In the integration business, no two projects are exactly alike. Every space, whether it’s a conference room, a sports bar or a classroom, comes with its own quirks, constraints, and client wish lists. That uniqueness is part of what makes integration rewarding. But here’s the truth: every integrator already relies on a form of standardisation, whether they acknowledge it or not.
Think about your own projects. You have your go-to displays, your preferred switchers, the mounts you know won’t fail. You have a mental checklist of solutions that you reach for again and again because you know they work. That’s standardisation – just without the formal label.
What I’m advocating is taking that instinctive reliance on “what works” and making it deliberate, documented, and repeatable. Not because it boxes you in, but because it gives you the structure and efficiency to take on more, with confidence, without reinventing the wheel each time.
EFFICIENCY GAINS
When I was an integrator, I saw firsthand how much efficiency you gain when you stop treating every project like a blank slate. Early in my career, we realised that almost every residential system we delivered included the same handful of brands. Later, on the commercial side, I saw the same thing in sports bars, restaurants, and classrooms. The requirements were rarely identical, but distributed video, reliable control, consistent audio coverage were priorities across practically every project.
Formalising those patterns into standard designs pays off in several ways:
• Formalising those patterns into standard designs pays off in several ways:
• Design time shrinks. Instead of redrawing the same system from scratch, you start from a proven baseline.
• Procurement gets easier. Stocking and ordering is streamlined when you know which components you’ll use most often.
• Installation speeds up. Your team isn’t learning a new workflow on every site: They’re installing gear they know.
• Support is simplified. Fewer unknowns mean fewer surprises, which keeps service calls under control.
• That’s not about cutting corners. It’s about building on your experience to work smarter, not harder.
ORDER HISTORY
So how do you begin standardising AV projects? The simplest place is your order history.
Look at the last dozen huddle rooms, sports bars, or classrooms you delivered. Patterns will emerge. Maybe every job included a particular DSP, a specific type of display mount, or a certain AVoIP solution.
The biggest mistake I see integrators make is building standards around what they think will work, or what happened to be on rebate last quarter. That’s how you end up with a bad bundle: one that hasn’t been tested, that your team isn’t confident installing, or that doesn’t reflect real-world conditions.
Your standards should be proven in your own work. You’ve tested it, installed it, and supported it. You know where the hiccups are and how to avoid them. That’s the kind of knowledge that saves hours onsite and inspires confidence in clients.
COMMS IS KEY
Once you’ve identified patterns in your client asks and equipment deployments, document them into baseline designs. Think of them as starting point packages you can present to a customer. They shouldn’t be rigid cookie cutters, but rather flexible frameworks.
For example: “Here’s our core conference room package. If you need more microphones, here’s the path to scale up. If you want a high-impact videowall, here’s our immersive package.” That tiered approach streamlines your process and helps clients understand value and trade-offs. They can see what’s included, what it costs, and where the upgrade paths are.
That transparency is powerful. It builds trust and accelerates decision-making. It also helps you draw a clear line between what’s a standard project versus a fully custom job, ensuring that you’re compensated appropriately when a client’s vision requires extra design time, testing, or specialist partners.
If a client asks for something outside your standards, acknowledge that it exceeds the baseline. Price in the extra time, the extra risk, and, if needed, the outside expertise to deliver it properly. If it’s a request you expect to see again, make the project a proving ground for your next standard. If it’s a one-off that doesn’t align with your business and target clientele, don’t be afraid to say no.
In this way, standards actually help your business evolve. As new needs arise and technologies mature, you build new standards based on emerging patterns across client needs. Your baseline gets continuously refreshed with tested, trusted solutions.
EXPANDED OPPORTUNITIES
Some integrators resist standardisation because they fear it will stifle creativity. In my view, it’s the opposite: Far from limiting your business, standardisation actually expands your opportunities by giving you the foundation on which to build innovation.
Standards free up bandwidth for the truly custom work that differentiates your business. A strong baseline lets your team take on more ambitious projects, knowing that your core solutions are solid. It positions you to scale without overextending your resources.
So don’t think of standards as a straitjacket: Think of them as scaffolding. They hold up the weight of what you already know and give you the stability to climb higher, explore new solutions, and evolve your business without losing your balance.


§ YOUR TASK
Here is a block of records. Copy every line in it that includes "HispanicAsian".
:::
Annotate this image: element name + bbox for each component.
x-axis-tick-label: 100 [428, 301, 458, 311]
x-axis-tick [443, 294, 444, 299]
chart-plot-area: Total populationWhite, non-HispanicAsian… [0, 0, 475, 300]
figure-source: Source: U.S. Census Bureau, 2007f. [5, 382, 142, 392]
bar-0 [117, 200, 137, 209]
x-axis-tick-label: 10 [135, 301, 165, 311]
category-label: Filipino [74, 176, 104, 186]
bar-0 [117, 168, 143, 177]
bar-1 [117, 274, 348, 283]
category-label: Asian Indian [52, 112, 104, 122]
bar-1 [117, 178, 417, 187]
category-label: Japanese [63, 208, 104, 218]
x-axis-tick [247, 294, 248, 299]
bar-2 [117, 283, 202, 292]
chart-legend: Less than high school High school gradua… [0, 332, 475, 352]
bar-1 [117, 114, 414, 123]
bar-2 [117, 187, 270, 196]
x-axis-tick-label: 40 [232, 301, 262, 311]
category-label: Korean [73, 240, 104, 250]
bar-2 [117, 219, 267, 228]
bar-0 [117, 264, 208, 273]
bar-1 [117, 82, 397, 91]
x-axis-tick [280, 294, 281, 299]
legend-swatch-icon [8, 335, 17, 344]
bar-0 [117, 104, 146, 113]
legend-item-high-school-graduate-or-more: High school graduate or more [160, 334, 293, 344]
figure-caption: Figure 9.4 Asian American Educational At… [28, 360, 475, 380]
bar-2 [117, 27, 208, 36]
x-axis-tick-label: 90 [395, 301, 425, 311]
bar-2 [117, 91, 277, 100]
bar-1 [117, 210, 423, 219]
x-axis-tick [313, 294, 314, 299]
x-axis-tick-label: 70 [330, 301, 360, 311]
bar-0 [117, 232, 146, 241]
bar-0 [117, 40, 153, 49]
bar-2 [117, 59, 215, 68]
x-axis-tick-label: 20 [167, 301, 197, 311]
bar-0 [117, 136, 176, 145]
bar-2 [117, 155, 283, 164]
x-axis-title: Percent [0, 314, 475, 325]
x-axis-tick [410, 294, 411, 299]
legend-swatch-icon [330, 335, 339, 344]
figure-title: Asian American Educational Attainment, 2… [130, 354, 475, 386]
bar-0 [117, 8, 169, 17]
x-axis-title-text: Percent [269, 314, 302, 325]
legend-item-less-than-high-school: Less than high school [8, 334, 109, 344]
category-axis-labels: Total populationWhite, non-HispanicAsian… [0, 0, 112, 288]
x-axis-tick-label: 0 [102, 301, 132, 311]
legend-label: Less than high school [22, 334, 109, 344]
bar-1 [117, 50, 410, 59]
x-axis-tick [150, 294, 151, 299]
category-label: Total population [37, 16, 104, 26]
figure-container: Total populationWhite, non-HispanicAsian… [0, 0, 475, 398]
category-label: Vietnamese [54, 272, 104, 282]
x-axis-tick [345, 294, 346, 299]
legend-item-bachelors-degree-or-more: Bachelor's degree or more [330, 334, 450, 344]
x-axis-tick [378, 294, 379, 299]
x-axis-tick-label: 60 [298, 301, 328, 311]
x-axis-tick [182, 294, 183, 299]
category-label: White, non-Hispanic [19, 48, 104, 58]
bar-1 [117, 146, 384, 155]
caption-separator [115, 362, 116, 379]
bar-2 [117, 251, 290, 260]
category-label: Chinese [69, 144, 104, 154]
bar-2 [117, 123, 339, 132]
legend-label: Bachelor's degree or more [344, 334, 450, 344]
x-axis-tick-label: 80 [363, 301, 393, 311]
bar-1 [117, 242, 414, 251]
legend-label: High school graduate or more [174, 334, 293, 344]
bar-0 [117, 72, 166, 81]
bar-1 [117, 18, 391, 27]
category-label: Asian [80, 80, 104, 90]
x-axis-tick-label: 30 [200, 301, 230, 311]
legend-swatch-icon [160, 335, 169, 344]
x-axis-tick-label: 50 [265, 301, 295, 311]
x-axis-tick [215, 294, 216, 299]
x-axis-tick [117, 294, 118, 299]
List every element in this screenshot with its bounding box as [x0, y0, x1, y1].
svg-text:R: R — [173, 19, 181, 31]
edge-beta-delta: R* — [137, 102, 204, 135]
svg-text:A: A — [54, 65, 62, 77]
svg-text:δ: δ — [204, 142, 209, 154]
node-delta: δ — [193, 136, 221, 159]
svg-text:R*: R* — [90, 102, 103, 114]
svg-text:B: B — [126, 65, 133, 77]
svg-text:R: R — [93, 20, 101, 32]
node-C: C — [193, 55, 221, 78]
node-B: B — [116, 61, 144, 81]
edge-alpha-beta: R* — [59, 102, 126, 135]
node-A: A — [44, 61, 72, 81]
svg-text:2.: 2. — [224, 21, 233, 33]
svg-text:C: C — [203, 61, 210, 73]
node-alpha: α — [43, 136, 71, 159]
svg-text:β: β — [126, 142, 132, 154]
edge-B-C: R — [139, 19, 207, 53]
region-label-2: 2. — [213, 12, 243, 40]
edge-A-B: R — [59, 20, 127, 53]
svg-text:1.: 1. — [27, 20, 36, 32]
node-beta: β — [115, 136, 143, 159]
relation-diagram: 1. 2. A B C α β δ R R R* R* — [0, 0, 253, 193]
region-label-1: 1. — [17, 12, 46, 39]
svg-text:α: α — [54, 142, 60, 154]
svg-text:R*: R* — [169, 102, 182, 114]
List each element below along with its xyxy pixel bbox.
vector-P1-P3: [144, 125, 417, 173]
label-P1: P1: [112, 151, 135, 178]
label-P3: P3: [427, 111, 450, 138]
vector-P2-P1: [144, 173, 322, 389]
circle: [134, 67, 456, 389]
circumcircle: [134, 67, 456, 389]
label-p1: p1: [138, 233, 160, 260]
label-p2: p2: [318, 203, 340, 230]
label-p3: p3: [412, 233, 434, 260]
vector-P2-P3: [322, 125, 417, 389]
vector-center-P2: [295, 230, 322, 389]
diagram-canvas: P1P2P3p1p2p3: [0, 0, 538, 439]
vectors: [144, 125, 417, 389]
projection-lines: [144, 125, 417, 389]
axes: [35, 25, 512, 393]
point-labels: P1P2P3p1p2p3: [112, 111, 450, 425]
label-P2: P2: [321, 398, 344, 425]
:::
§ WRITTEN ANSWER
chart-plot-area: Total populationWhite, non-HispanicAsian… [0, 0, 475, 300]
category-axis-labels: Total populationWhite, non-HispanicAsian… [0, 0, 112, 288]
figure-container: Total populationWhite, non-HispanicAsian… [0, 0, 475, 398]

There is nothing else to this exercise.